I was also going to ask you if you had read the posts, since you did not see Dr. Brandenburg's statement about the Hebrew & Greek texts. We are "King James only" because the King James translation is based upon the proper, preserved, original language texts, and not the texts of rationalistic, textual criticism. Also, you seemed to miss that my comments indicated that my position on the textual debate is not based upon "emotion" but upon what the Bible teaches itself. What the Bible teaches is "fact" regardless of what "scholars" say.

I do not believe you base your textual position upon a "grammatical, historical interpretation" of Scripture as your website claims. Your statement on the Scriptures says: "We similarly believe that the Lord God faithfully has preserved the original Biblical Texts in the sum total of the manuscripts extant thus far." Since the "sum total" includes corrupt texts that vary greatly, how would you know what the actual, original readings are? You also indicate a distrust in the Word of God preserved in the Hebrew Masoretic & Greek Received texts, saying: "Therefore, we believe that doctrine should be established solely from those passages about which Textual Criticism has raised no doubts." This is not Biblical faith, but rationalism.

Your website says that saving faith is essential to proper interpretation. I agree. However, it is also obvious to me that infidel scholars produced the Critical Text [Aland, Metzger, Black, Martini, etc.] and that their rules for textual criticism are not Biblical, but are rationalistic unbelief. If an infidel cannot interpret Scripture, should he be allowed to determine what the text of Scripture is?

I would encourage you to read a little further on Brandenburg's blog. Here you will read a Scriptural defense of the "King James only" position which does not in any way claim what your blog states: "Whereas we believe that claiming inerrancy to the KJV erroneously elevates its authority above its own underlying texts, and necessarily introduces the heretical notion of advanced revelation; and..." We do not claim any "advanced revelation" in the translation of the KJB. The KJ translation merely accurately translates the original texts.

Unfortunately, many who hold to the Critical Text position, as you do, are completely ignorant of the Scriptural, logical, factual position of those who hold a "King James only" position BECAUSE of the preserved, original language texts from which the King James translation was made.
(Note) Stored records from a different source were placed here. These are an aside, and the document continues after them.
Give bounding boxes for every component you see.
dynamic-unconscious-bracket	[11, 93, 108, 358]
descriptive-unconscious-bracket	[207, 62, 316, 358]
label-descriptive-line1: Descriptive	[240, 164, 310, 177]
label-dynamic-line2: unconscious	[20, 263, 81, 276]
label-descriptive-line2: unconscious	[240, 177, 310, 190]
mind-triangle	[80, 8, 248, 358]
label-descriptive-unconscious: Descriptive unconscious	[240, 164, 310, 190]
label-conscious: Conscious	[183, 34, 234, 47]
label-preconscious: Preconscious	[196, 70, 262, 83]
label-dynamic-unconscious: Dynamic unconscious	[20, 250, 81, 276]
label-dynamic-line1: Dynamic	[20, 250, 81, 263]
You should not respond to what you think you know, but rather to what we have actually written.

Kent Brandenburg said...

I could not have said it better than what Dr. Webb said it. I'm sure he and I could say even more about your comment.
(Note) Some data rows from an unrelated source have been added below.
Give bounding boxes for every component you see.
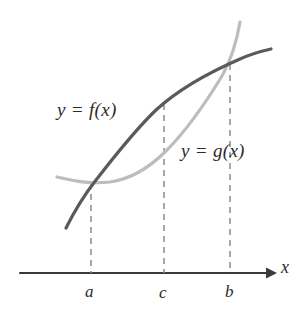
curve-f-label: y = f(x) — [57, 100, 117, 119]
x-axis-arrowhead — [266, 268, 277, 279]
x-axis-label: x — [281, 258, 289, 276]
curve-g-label: y = g(x) — [181, 141, 245, 160]
tick-label-c: c — [159, 284, 167, 301]
tick-label-b: b — [225, 283, 234, 300]
curve-f — [66, 49, 271, 228]
tick-label-a: a — [85, 283, 94, 300]
figure-canvas: y = f(x) y = g(x) a c b x — [0, 0, 299, 321]
diagram-svg — [0, 0, 299, 321]
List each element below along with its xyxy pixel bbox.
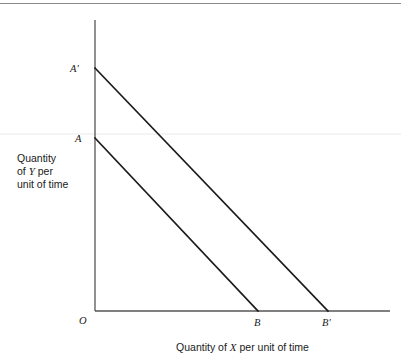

I've found that most fundamentalists don't know historical bibliology. If they did, one would think that they would interact with what men wrote in the 16th-18th century on bibliology, but they choose to ignore it. From my reading of your idea of "heresy," you yourself would be the heretick, because you divide from historic bibliology. Our position is the biblical and historical one, not based on emotion or even mere intellectualism. I would be interested in your establishing modern textual criticism from the Bible. I haven't read one of those yet, so I welcome your biblical presentation.

Steve Rogers said...

Someone please tell me this whole comment thread is a comedy relief spoof by Pastor Brandenburg and Pastor Webb and that this "Doctor" and his "make money traveling and selling my writings" blog/website is a joke. Now I know how brainwashed some fundamentalists have become with talking points and straw men, especially regarding the preservation of the text, but this is ridiculous. And so, whereas, we, (I'm sorry, I mean I) find the labeling of those of us who believe the historic position of a perfectly preserved text, as "Heretics" nauseating, we ( I really mean I) will not comment further, except to say amen to the article and an even heartier amen to Bro. Webb's defense.

Kent Brandenburg said...

Steve,

I'm pretty sure he's serious. He does, as much as you can't see it as anything but a spoof, essentially give the MV type of talking points. They works because they are unchallenged in that world, like evolution in a public school.